NEWS: GM crops find friends in China

From: J Corbally (icorb@indigo.ie)
Date: Thu Jan 24 2002 - 16:28:27 MST


Looks like Europe's chance to play a leading role in GM research is fast
disappearing;

>GM crops find friends in China
>
>Evidence is emerging that China is taking the potential of genetically
>modified (GM) crops seriously.
>Researchers found that China accounts for more than half the developing
>world's expenditure on plant biotechnology

>What is happening in China appears to be at odds with the widespread
>rejection of GM technology in many other - particularly European - countries.

>"Small farmers in China have begun to aggressively adopt GM crops when
>permitted to do so."

>The authors say: "Response by China's poor farmers to the introduction of
>Bt cotton eliminates any doubt that GM crops can play a role in poor
>countries.

If this goes as well as they are saying it should, it may make it harder
and harder for environmentalists to maintain their claims that GM is bad
for the small farmers of Africa. After all, can a billion Chinese men be
wrong?

The argument that if we didn't carry out this research, someone else
somewhere else in the world would comes to mind.

James....

"If you can't take a little bloody nose, maybe you ought to go back home and
crawl under your bed. It's not safe out here. It's wondrous, with treasures
to satiate desires both subtle and gross. But it's not for the timid."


▸ **PROMPT**
Would you pull out every line of the material that contains the string "PSH₄"?

▸ **PROVIDED DATA**

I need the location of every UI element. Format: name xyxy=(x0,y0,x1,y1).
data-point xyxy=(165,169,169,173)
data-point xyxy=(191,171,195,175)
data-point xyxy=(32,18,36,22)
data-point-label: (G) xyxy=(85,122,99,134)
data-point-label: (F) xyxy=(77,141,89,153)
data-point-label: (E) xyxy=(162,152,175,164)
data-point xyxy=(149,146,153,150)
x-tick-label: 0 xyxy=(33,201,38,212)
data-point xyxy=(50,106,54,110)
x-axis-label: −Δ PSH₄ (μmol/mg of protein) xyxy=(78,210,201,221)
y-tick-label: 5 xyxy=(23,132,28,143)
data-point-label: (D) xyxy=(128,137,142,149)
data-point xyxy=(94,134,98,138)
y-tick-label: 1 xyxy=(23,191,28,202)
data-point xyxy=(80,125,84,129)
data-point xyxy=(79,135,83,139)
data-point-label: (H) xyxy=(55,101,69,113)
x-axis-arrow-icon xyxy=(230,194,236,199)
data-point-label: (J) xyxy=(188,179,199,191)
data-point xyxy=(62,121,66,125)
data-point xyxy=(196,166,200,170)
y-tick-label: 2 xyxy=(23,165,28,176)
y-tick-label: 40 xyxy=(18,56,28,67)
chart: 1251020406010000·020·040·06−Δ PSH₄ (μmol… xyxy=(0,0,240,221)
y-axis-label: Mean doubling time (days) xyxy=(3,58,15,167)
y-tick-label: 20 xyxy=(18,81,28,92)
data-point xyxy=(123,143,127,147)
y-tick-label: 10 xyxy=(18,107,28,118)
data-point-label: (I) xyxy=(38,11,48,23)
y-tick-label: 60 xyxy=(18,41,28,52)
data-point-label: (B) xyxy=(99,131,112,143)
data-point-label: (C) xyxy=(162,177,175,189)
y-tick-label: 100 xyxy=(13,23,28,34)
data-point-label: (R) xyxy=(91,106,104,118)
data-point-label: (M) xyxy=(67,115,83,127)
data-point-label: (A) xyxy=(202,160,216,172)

▸ **RESPONSE FOR THIS EXERCISE**
x-axis-label: −Δ PSH₄ (μmol/mg of protein) xyxy=(78,210,201,221)
chart: 1251020406010000·020·040·06−Δ PSH₄ (μmol… xyxy=(0,0,240,221)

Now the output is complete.